What to look for: Fortinet FortiGate, Cisco Meraki MX, Palo Alto Networks. Not a consumer router from a retail store.

Key capabilities modern firewalls provide:

  • SD-WAN (intelligent traffic routing across multiple internet connections)
  • Application-aware traffic management (prioritise Teams calls over backup traffic)
  • Content filtering (block malicious sites and inappropriate content categories)
  • IPsec/SSL VPN for remote access
  • Automatic threat intelligence updates

Managed Switches

Managed switches — unlike unmanaged switches — can be configured, monitored, and controlled remotely. They support VLAN segmentation, port monitoring, and link aggregation.

For a 20-50 person office, a core managed switch (1U rack mount, 24-48 ports) and potentially distribution switches for each floor or zone provides the right architecture.

What to look for: Cisco Catalyst, Cisco Meraki MS, Ubiquiti UniFi, HP/Aruba.

Business-Grade Wi-Fi Access Points

Consumer routers with built-in Wi-Fi are designed for 10-15 devices. A business office with 20+ staff, multiple devices per person, plus phones, printers, and IoT devices needs dedicated access points designed for density.

Modern business access points (Wi-Fi 6 or Wi-Fi 6E) provide:

  • Higher concurrent device capacity
  • Better performance in dense RF environments (multiple competing networks)
  • Seamless roaming as staff move around the office
  • Centralised management (configure all APs from a single console)
  • SSID segmentation (separate SSIDs for staff, guest, and IoT on different VLANs)

What to look for: Cisco Meraki MR, Ubiquiti UniFi AP, Aruba Instant On, Ruckus.

Uninterruptible Power Supply (UPS) for Network Core

Core network equipment (firewall, core switch, patch panel) should be on UPS. A power outage that takes down the network while staff are on laptop battery is unnecessary — the network equipment consumes minimal power and can run on UPS for hours.


The ROI Calculation

For a 30-person Melbourne office:

Cost of network upgrade (one-time):

  • Business firewall: $1,500-3,000
  • Core managed switch (24-port): $800-1,500
  • 3-4 business access points: $300-500 each
  • Installation and configuration: $1,500-3,000
  • Total: $6,000-12,000

Annual productivity benefit:

  • 30 staff × 15 minutes/day saved from Wi-Fi issues and slowness × 250 work days × $40/hour average cost = $75,000/year

Even at a conservative 5 minutes per day, the productivity return substantially exceeds the infrastructure investment within the first year.


Planning a Network Upgrade

A network upgrade should be planned, not reactive.

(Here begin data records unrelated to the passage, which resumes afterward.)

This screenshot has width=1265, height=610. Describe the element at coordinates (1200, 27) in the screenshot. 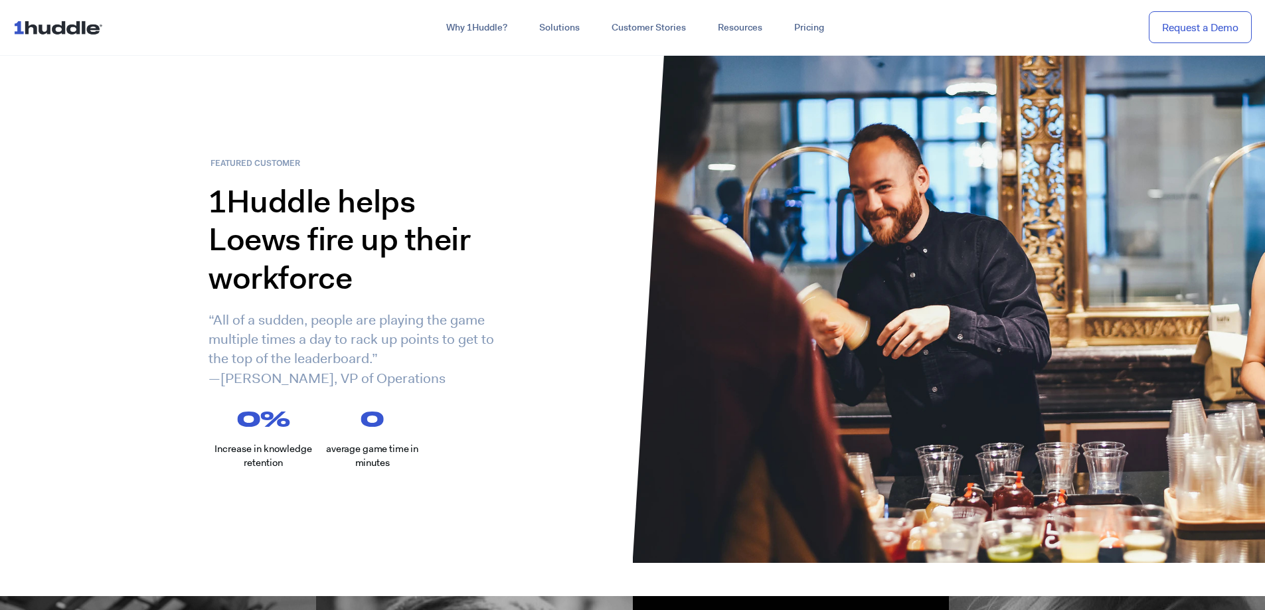

I see `a: Request a Demo` at that location.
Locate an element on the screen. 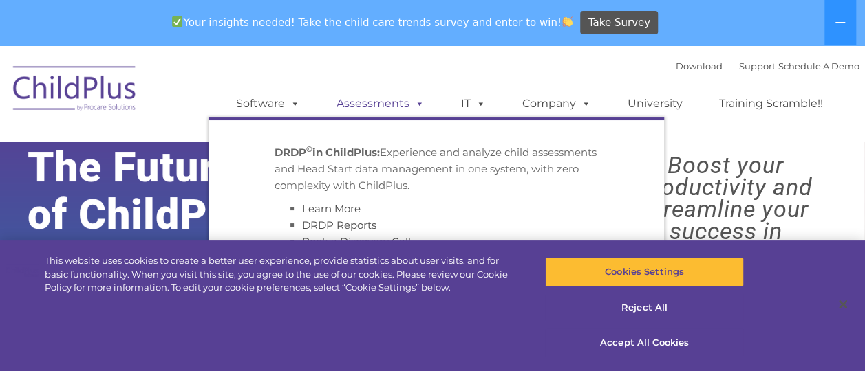  a: Download is located at coordinates (699, 66).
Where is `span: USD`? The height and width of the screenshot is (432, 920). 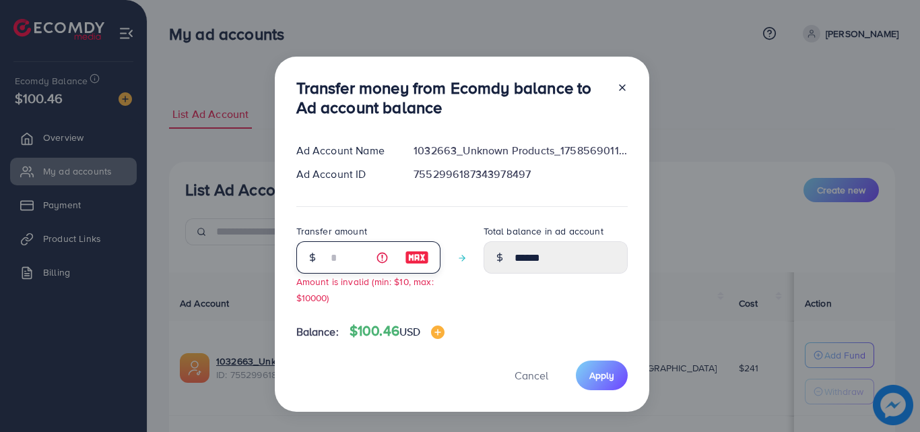 span: USD is located at coordinates (409, 331).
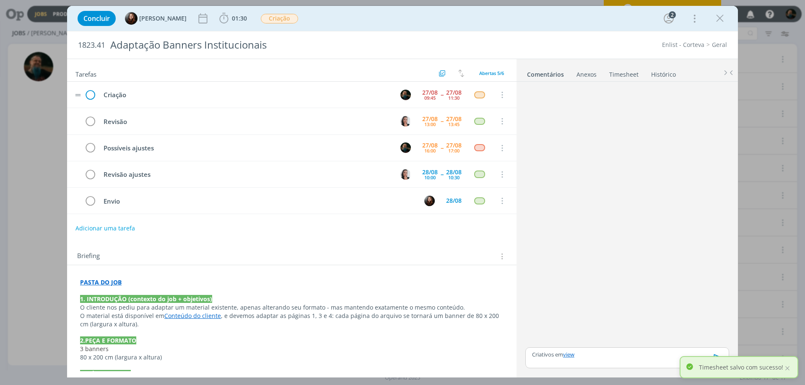 This screenshot has height=385, width=805. Describe the element at coordinates (292, 320) in the screenshot. I see `p: O material está disponível em , e devemos adaptar as páginas 1, 3 e 4: cada página do arquivo se ...` at that location.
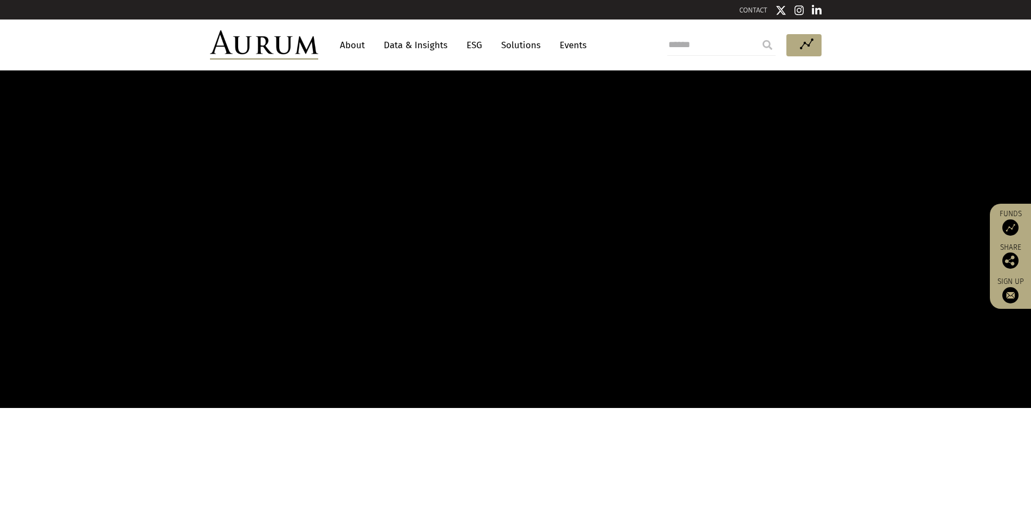  What do you see at coordinates (352, 45) in the screenshot?
I see `a: About` at bounding box center [352, 45].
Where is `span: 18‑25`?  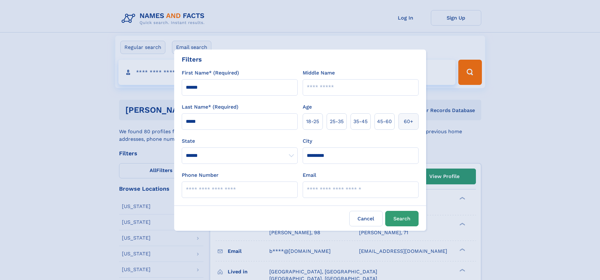
span: 18‑25 is located at coordinates (313, 121).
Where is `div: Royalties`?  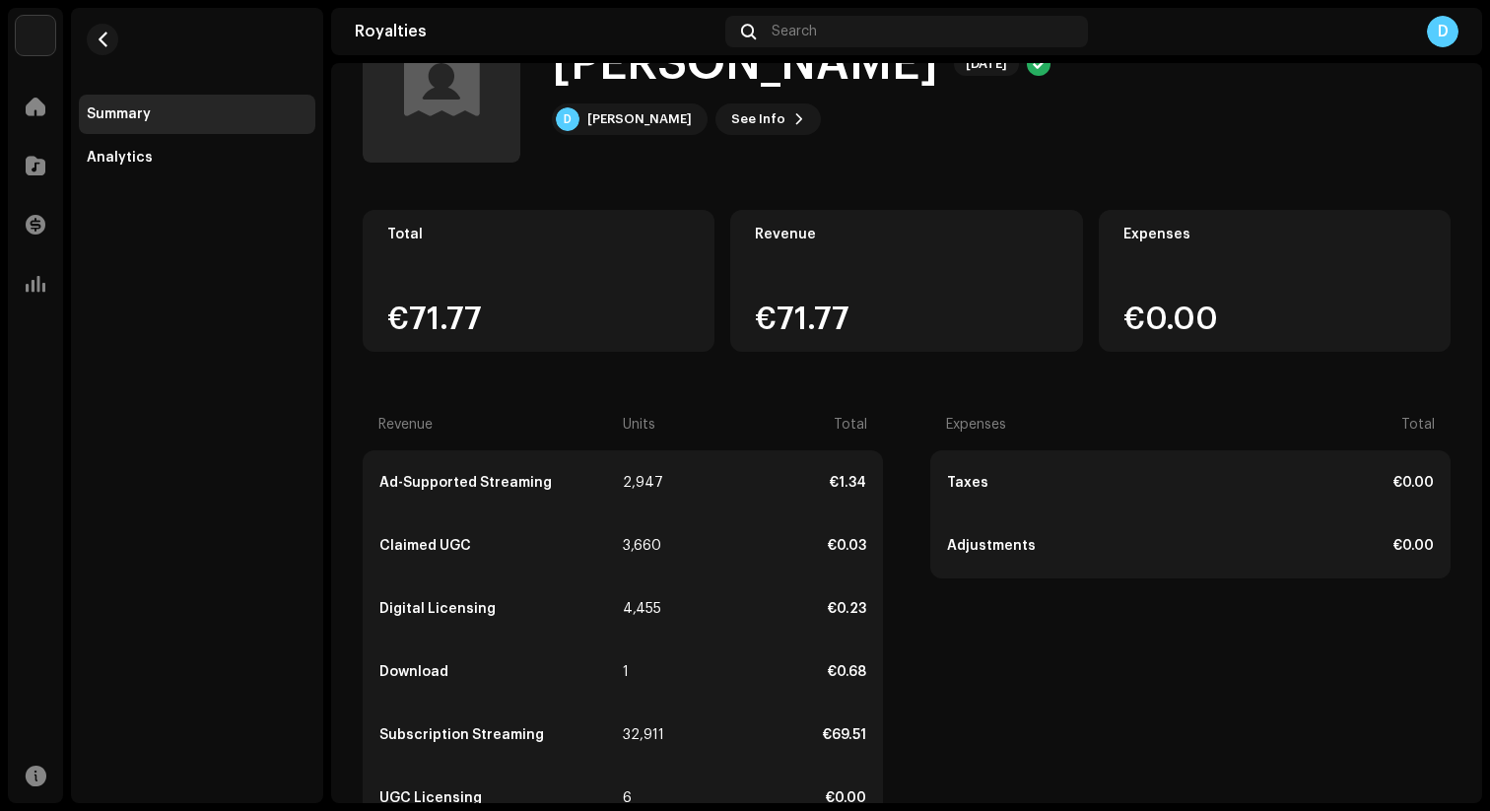 div: Royalties is located at coordinates (536, 32).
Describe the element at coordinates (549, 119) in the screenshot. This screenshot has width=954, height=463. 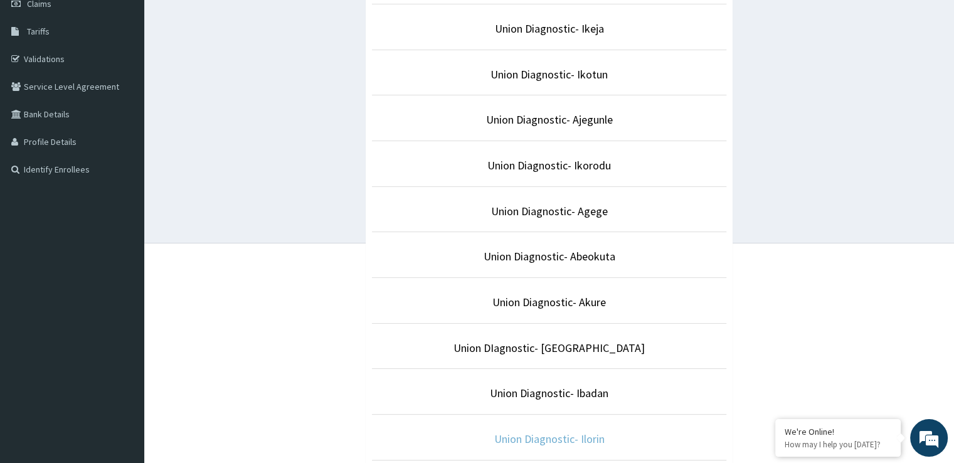
I see `a: Union Diagnostic- Ajegunle` at that location.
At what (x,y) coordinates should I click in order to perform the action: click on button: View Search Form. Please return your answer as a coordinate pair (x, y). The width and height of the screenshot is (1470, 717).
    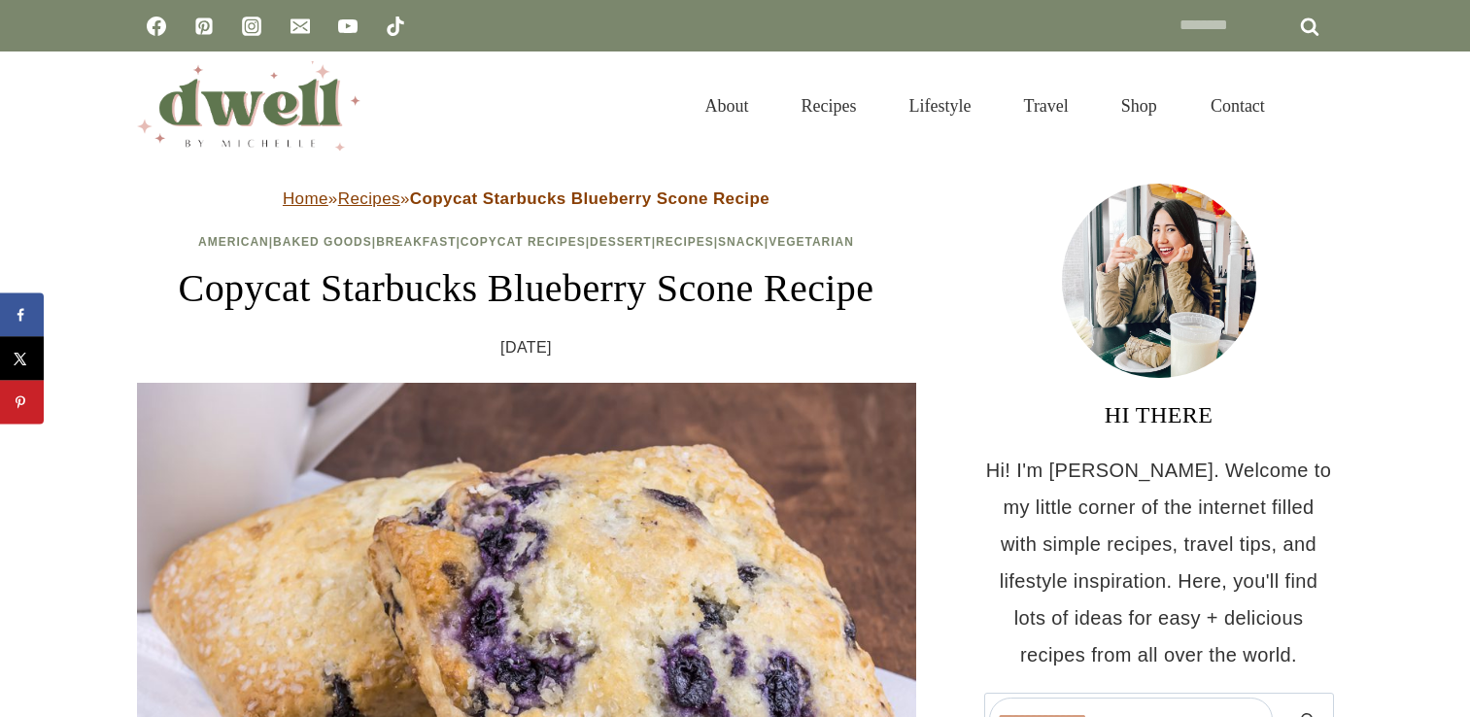
    Looking at the image, I should click on (1318, 106).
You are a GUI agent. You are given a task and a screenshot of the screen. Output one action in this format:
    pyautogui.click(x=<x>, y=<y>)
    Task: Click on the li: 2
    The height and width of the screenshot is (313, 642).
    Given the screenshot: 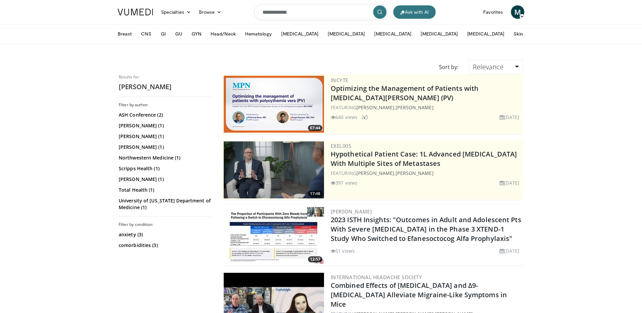 What is the action you would take?
    pyautogui.click(x=365, y=117)
    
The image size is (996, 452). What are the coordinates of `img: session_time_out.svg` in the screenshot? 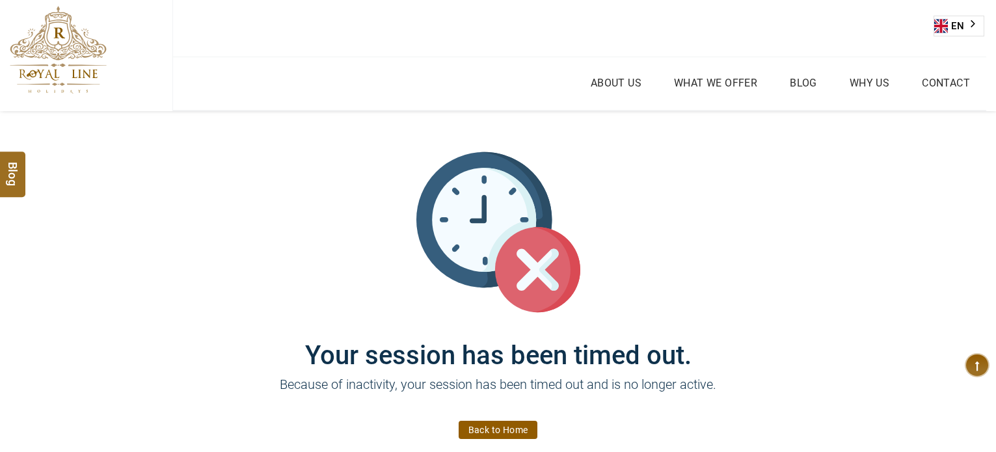 It's located at (498, 232).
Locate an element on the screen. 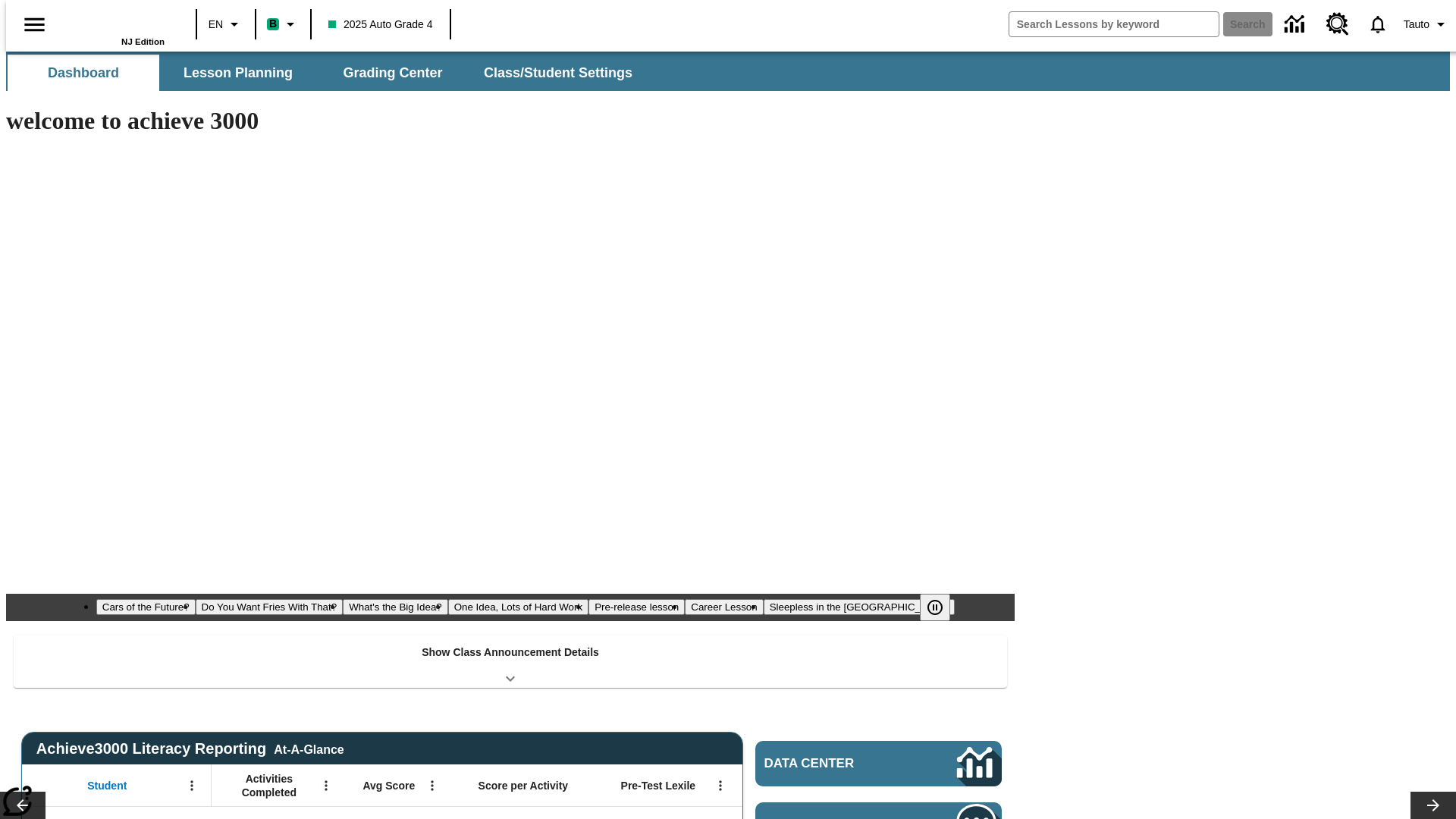 Image resolution: width=1456 pixels, height=819 pixels. span: Score per Activity is located at coordinates (523, 786).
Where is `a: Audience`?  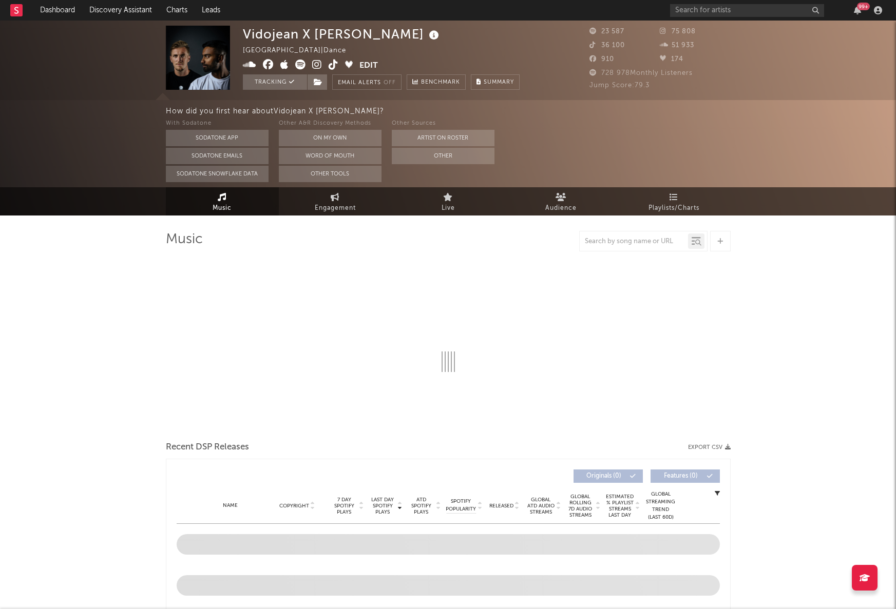
a: Audience is located at coordinates (561, 201).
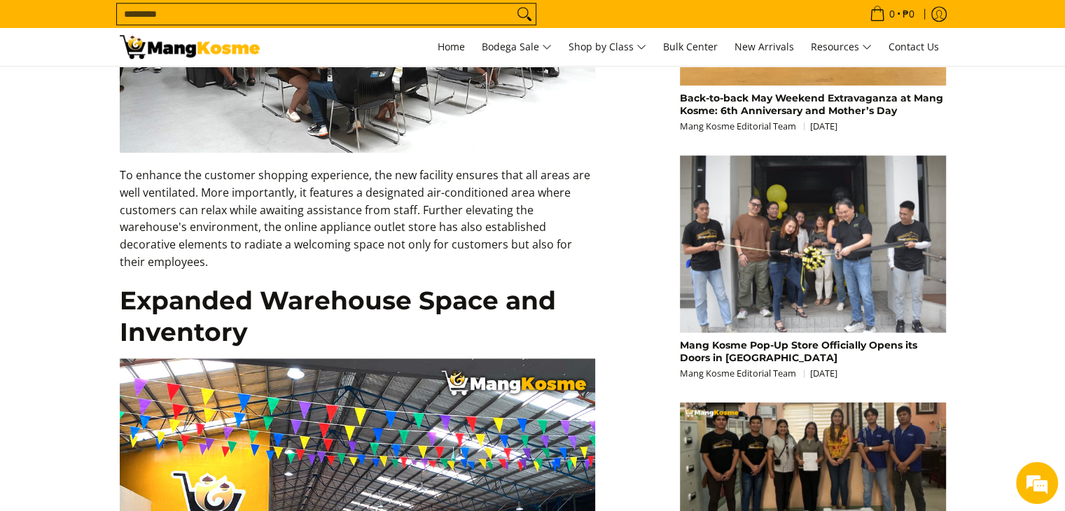  I want to click on img: mang-kosme-makati-pop-up-store-grand-opening, so click(813, 244).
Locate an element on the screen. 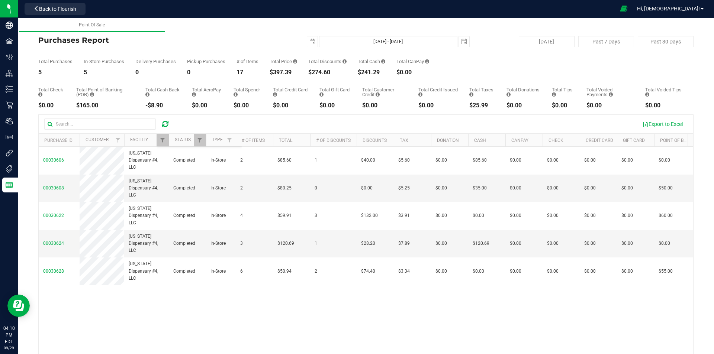  span: $35.00 is located at coordinates (479, 188).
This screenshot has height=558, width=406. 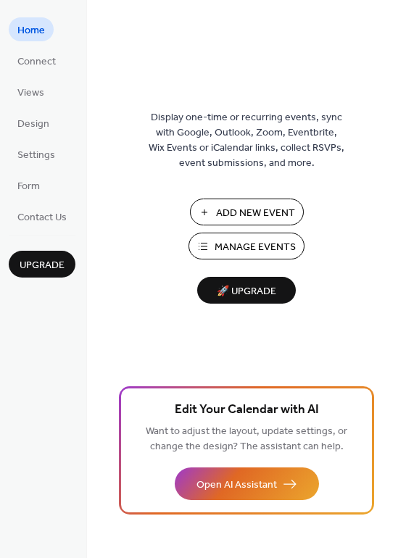 I want to click on span: Manage Events, so click(x=255, y=247).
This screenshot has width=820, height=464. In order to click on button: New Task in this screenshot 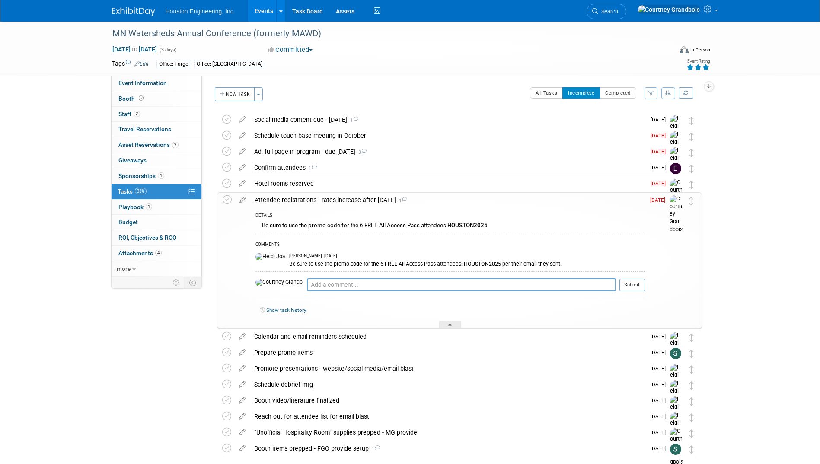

The right sequence:

  1. Current state assessment: Document existing equipment, identify age and capability gaps
  2. Requirements definition: How many users, what applications, what remote access requirements, what security needs?
  3. Design: Network topology, equipment specification, VLAN design, Wi-Fi coverage planning
  4. Procurement and staging: Configure equipment before installation day
  5. Cutover: Planned for a low-activity period, tested before declaring complete
  6. Documentation: Network diagram, IP scheme, configuration documentation

CX IT Services designs and implements network upgrades for Melbourne businesses. Book a Right Fit Call to discuss your current network state.